The internationally-accepted standard for the altitude at which space begins is the Kármán line, at 100 kilometers or 62 miles above sea level. NASA will bestow astronaut status on anyone who flies above 50 miles.
NASA test pilot Joseph A. Walker flew an airplane into space. The plane was the experimental rocket-powered X-15, launched not from the ground, but from underneath a B-52 bomber already at high altitude. This plane had to be engineered differently from any other plane to operate without an atmosphere. From its peak altitude, the X-15 would be flown as a glider back to earth.
Joseph A. Walker, a World War II pilot and NASA experimental physicist, first flew the X-15 in 1960. Then on March 30, 1961, Walker overshot his mission's planned height and went into the mesosphere to an altitude of 51 kilometers. He became the first person to fly above the stratosphere, and held the world altitude record for about two weeks until Soviet cosmonaut Yuri Gagarin became the first person to orbit the earth.
But Walker wasn't done flying the X-15. In January of 1963, he qualified as a NASA astronaut by flying above 50 miles (80 km). Two more of his flights that year exceeded the Kármán line, at 66 miles (106 km) in July, and 67 miles (108 km) in August. Walker became the first American civilian in space. Read up on the adventures of Joseph Walker at Amusing Planet.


» **What is being asked**: All the records that follow need to be reproduced exactly. Omit the images.

(Stored items)
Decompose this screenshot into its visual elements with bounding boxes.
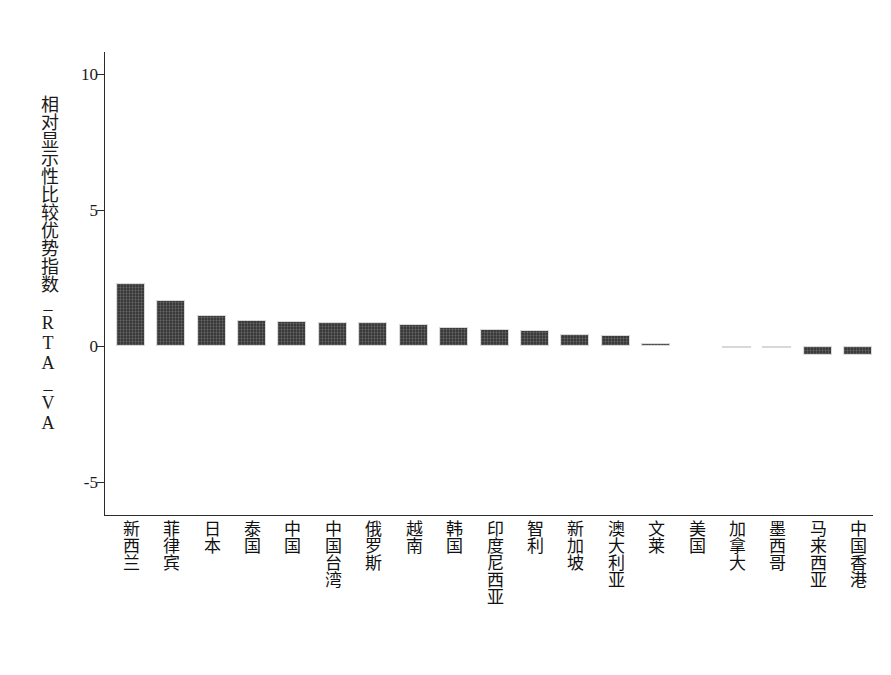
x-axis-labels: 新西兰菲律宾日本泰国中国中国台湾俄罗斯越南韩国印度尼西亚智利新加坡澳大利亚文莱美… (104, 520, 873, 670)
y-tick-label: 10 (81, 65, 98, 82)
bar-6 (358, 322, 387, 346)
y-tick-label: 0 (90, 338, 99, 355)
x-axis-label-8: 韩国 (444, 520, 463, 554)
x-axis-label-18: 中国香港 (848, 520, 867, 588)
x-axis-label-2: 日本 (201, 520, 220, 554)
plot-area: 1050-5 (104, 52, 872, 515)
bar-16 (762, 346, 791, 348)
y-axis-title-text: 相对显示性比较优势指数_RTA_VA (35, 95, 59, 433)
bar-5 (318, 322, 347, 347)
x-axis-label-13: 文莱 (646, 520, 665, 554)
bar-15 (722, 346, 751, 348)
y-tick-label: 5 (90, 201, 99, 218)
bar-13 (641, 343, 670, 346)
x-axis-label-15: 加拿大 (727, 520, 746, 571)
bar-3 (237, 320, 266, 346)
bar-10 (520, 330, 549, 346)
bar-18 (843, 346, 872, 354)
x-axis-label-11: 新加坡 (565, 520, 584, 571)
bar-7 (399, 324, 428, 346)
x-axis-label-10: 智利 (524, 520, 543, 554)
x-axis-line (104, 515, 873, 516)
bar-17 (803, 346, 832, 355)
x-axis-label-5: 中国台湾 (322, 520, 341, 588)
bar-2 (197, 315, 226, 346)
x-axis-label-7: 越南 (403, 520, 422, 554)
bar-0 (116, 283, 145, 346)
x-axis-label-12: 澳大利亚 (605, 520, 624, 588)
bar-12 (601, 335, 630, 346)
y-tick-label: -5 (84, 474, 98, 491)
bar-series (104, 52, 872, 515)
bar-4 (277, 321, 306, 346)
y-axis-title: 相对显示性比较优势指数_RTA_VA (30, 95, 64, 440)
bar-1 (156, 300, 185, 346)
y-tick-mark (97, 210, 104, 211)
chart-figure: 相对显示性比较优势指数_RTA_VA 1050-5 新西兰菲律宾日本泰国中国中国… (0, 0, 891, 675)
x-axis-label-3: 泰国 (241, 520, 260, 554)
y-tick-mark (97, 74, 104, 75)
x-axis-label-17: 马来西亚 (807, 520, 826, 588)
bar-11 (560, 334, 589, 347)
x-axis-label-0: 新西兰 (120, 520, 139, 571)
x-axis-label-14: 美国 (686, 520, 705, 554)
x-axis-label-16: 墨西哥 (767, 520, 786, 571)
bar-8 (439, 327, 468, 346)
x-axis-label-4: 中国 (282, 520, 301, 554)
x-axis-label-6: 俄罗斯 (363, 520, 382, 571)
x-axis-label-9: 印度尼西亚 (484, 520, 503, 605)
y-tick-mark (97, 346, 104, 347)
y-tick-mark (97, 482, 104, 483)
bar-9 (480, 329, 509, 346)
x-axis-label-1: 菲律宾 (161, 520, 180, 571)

» **Reply**:
Decompose this screenshot into its visual elements with bounding boxes.
x-axis-labels: 新西兰菲律宾日本泰国中国中国台湾俄罗斯越南韩国印度尼西亚智利新加坡澳大利亚文莱美… (104, 520, 873, 670)
y-tick-label: 10 (81, 65, 98, 82)
bar-6 (358, 322, 387, 346)
y-tick-label: 0 (90, 338, 99, 355)
x-axis-label-8: 韩国 (444, 520, 463, 554)
x-axis-label-18: 中国香港 (848, 520, 867, 588)
x-axis-label-2: 日本 (201, 520, 220, 554)
plot-area: 1050-5 (104, 52, 872, 515)
bar-16 (762, 346, 791, 348)
y-axis-title-text: 相对显示性比较优势指数_RTA_VA (35, 95, 59, 433)
bar-5 (318, 322, 347, 347)
x-axis-label-13: 文莱 (646, 520, 665, 554)
bar-15 (722, 346, 751, 348)
y-tick-label: 5 (90, 201, 99, 218)
bar-13 (641, 343, 670, 346)
x-axis-label-15: 加拿大 (727, 520, 746, 571)
bar-3 (237, 320, 266, 346)
bar-10 (520, 330, 549, 346)
bar-18 (843, 346, 872, 354)
x-axis-label-11: 新加坡 (565, 520, 584, 571)
bar-7 (399, 324, 428, 346)
x-axis-label-10: 智利 (524, 520, 543, 554)
x-axis-line (104, 515, 873, 516)
bar-17 (803, 346, 832, 355)
x-axis-label-5: 中国台湾 (322, 520, 341, 588)
bar-2 (197, 315, 226, 346)
x-axis-label-7: 越南 (403, 520, 422, 554)
bar-0 (116, 283, 145, 346)
x-axis-label-12: 澳大利亚 (605, 520, 624, 588)
bar-12 (601, 335, 630, 346)
y-tick-label: -5 (84, 474, 98, 491)
bar-series (104, 52, 872, 515)
bar-4 (277, 321, 306, 346)
y-axis-title: 相对显示性比较优势指数_RTA_VA (30, 95, 64, 440)
bar-1 (156, 300, 185, 346)
y-tick-mark (97, 210, 104, 211)
chart-figure: 相对显示性比较优势指数_RTA_VA 1050-5 新西兰菲律宾日本泰国中国中国… (0, 0, 891, 675)
x-axis-label-3: 泰国 (241, 520, 260, 554)
y-tick-mark (97, 74, 104, 75)
x-axis-label-17: 马来西亚 (807, 520, 826, 588)
bar-11 (560, 334, 589, 347)
x-axis-label-0: 新西兰 (120, 520, 139, 571)
x-axis-label-14: 美国 (686, 520, 705, 554)
x-axis-label-16: 墨西哥 (767, 520, 786, 571)
bar-8 (439, 327, 468, 346)
x-axis-label-4: 中国 (282, 520, 301, 554)
x-axis-label-6: 俄罗斯 (363, 520, 382, 571)
x-axis-label-9: 印度尼西亚 (484, 520, 503, 605)
y-tick-mark (97, 346, 104, 347)
y-tick-mark (97, 482, 104, 483)
bar-9 (480, 329, 509, 346)
x-axis-label-1: 菲律宾 (161, 520, 180, 571)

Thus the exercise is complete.